The expected battle royale in the United States Senate over the nomination of John Roberts (or subsequent Bush nominees) to the Supreme Court, will doubtless be widely cited as proof of the superiority of Israel's "non-political" system of judicial selection. That system is dominated by the three sitting Supreme Court justices on the nine-person judicial selection committee.
Our system of judicial selection, Court President Barak is found of saying, produces a high court that is "professional" rather than "political." By that he means that the justices are both more technically competent and less ideological. Neither claim is credible.
No candidate as ethically-challenged as Edna Arbel, for instance, could have survived the rigorous public scrutiny to which judicial nominees are subjected in America. As State Attorney she was twice accused of soliciting positions for her husband from political figures under investigation by her office, and she signed off on the trumped up indictment used to get rid of Yaakov Neeman as Justice Minister.
With the exception of Barak, no Israeli jurist enjoys an international reputation. And the candidacy of the foremost constitutional scholar to be put forward for the Court, Professor Ruth Gavison, is bitterly opposed by the justices on the judicial selection committee.
Jeffrey Rosen of the liberal New Republic describes Roberts, by contrast, as "perhaps the most impressive Supreme Court advocate of his generation, extremely intelligent, thoughtful and able." Most of the justices on the United States Supreme Court have articulated philosophies of constitutional adjudication, and those philosophies were well-known, based on their extensive legal writings, before their elevation to the Supreme Court. The same cannot be said of any Israeli justice, except perhaps Barak and Mishel Cheshin.
So much for the supposed technical superiority of Israel’s justices.
The ideal of justices as technocrats is similarly a myth: There's no such animal. And no one knows this better than Barak. In his book Judicial Discretion, Barak writes that a judge's decision, in difficult cases, will be "determined by [his] worldview," which is, in turn, is a product of his "education, personality, and emotional makeup." While a judge should be guided in such cases by the values of the societal elites – "the enlightened public in whose midst he sits" – it can be assumed, Barak candidly admits, that he will take himself as the measure of enlightenment.
The Israeli Supreme Court is not apolitical in any sense of the term. By subjecting every governmental decision the test of "reasonableness" in its eyes, the Court has involved itself in Politics, with a capital "p", – i.e., the process of governance – to a greater extent than any Court in the world. "The justices . . . see themselves more or less as governing elders," says former Court President Moshe Landau. "They have taken on a role they are utterly incapable of fulfilling, and for which they have not been trained."
Justice Landau's remark cuts to the heart of Barak's defense of the present judicial selection system on the basis of the professional expertise of the justices. Even if they were great experts of contracts and torts, little of their work deals with such traditional legal subjects. And as governing elders, their legal expertise is no more relevant than would be the psychometric scores of the national soccer team.
In democracies, governance is properly left to the political/elected branches of government precisely because the issues involved are not value free, technical decisions. The judicial interventionism of the Israeli Supreme Court only makes the necessity of the involvement of the elected branches in the judicial selection process that much greater.
Nor has our system of judicial selection resulted in a Court that is non-political, in the sense that the justices have no identifiable ideological tendencies. It is child's play to identify pairs of decisions in which the different results can only be explained by the identity of the parties.
The Israeli Supreme Court is characterized by a high degree of homogeneity, both in political and judicial philosophy. That homogeneity is perpetuated by a system that allows the justices to keep those with different judicial approaches, such as Professor Gavison, off the Court. Even Supreme Court justices, it seems, are more comfortable being surrounded by others of a like mind.
The "politicized" judicial selection system in America, in which there is almost always a mix of justices nominated by Republican and Democratic administrations, on the other hand, ensures a constant clash of rival judicial philosophies. That clash forces justices to sharpen and refine their own arguments.
In addition, the American system of judicial selection preserves the democratic legitimacy of the U.S. Supreme Court by assuring shifts, over time, in the predominant judicial philosophy of the Court. Legitimacy in a democratic society depends on citizens' perception that the playing field is level, and that if their ideas do not prevail today they may do so in the future. The self-perpetuating Israeli system is the antithesis of that level playing field.
Ironically, the system of judicial selection championed by Justice Barak is one of the greatest barriers to acceptance of a written constitution, of which he is such an ardent proponent. Constitutions typically contain a large number of abstract, value terms. So long as those terms are left to be interpreted by a self-selected and self-perpetuating Court, a large swath of the public will continue to oppose a written constitution.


Task to carry out |
Find the "The height and" line in the records below and repeat it and every later line exactly, up to the last; do not include pictures.

Provided data START

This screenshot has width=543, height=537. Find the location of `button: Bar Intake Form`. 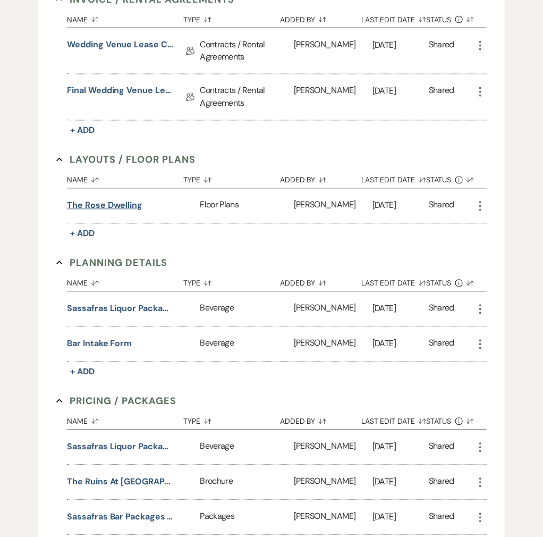

button: Bar Intake Form is located at coordinates (99, 344).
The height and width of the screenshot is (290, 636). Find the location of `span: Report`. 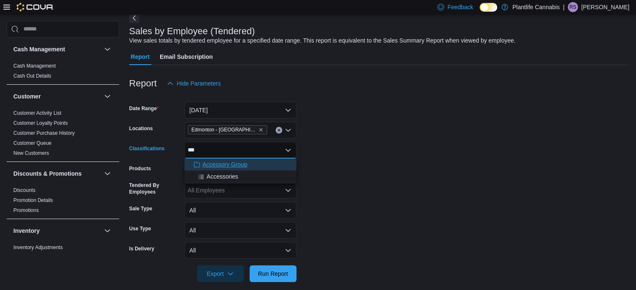

span: Report is located at coordinates (140, 57).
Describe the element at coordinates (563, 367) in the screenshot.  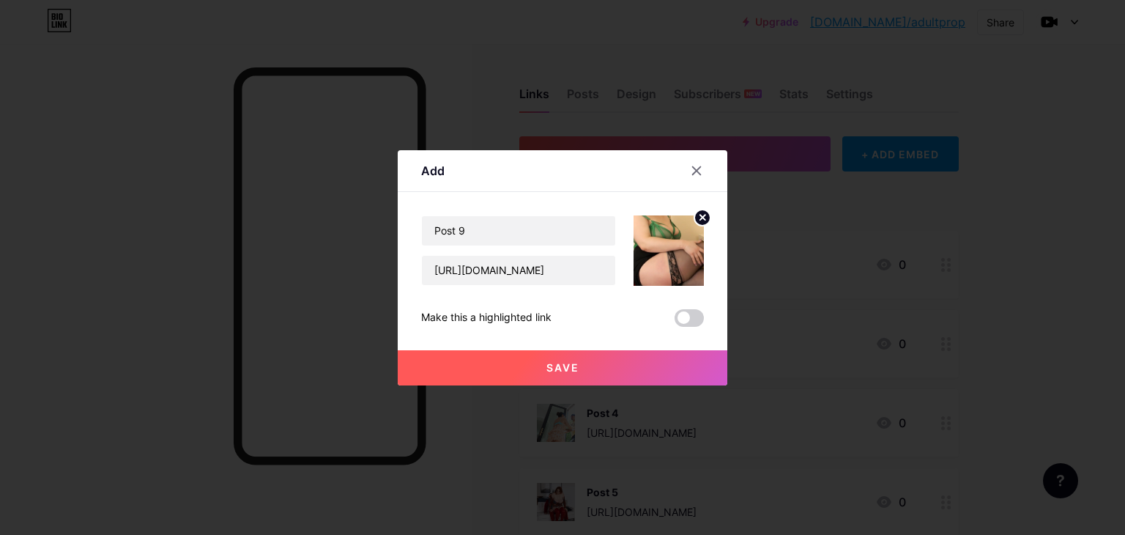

Provided data END

Task answer |
The height and width of the screenshot is (290, 636). Find the location of `span: Report`. 

span: Report is located at coordinates (140, 57).
Describe the element at coordinates (563, 367) in the screenshot.  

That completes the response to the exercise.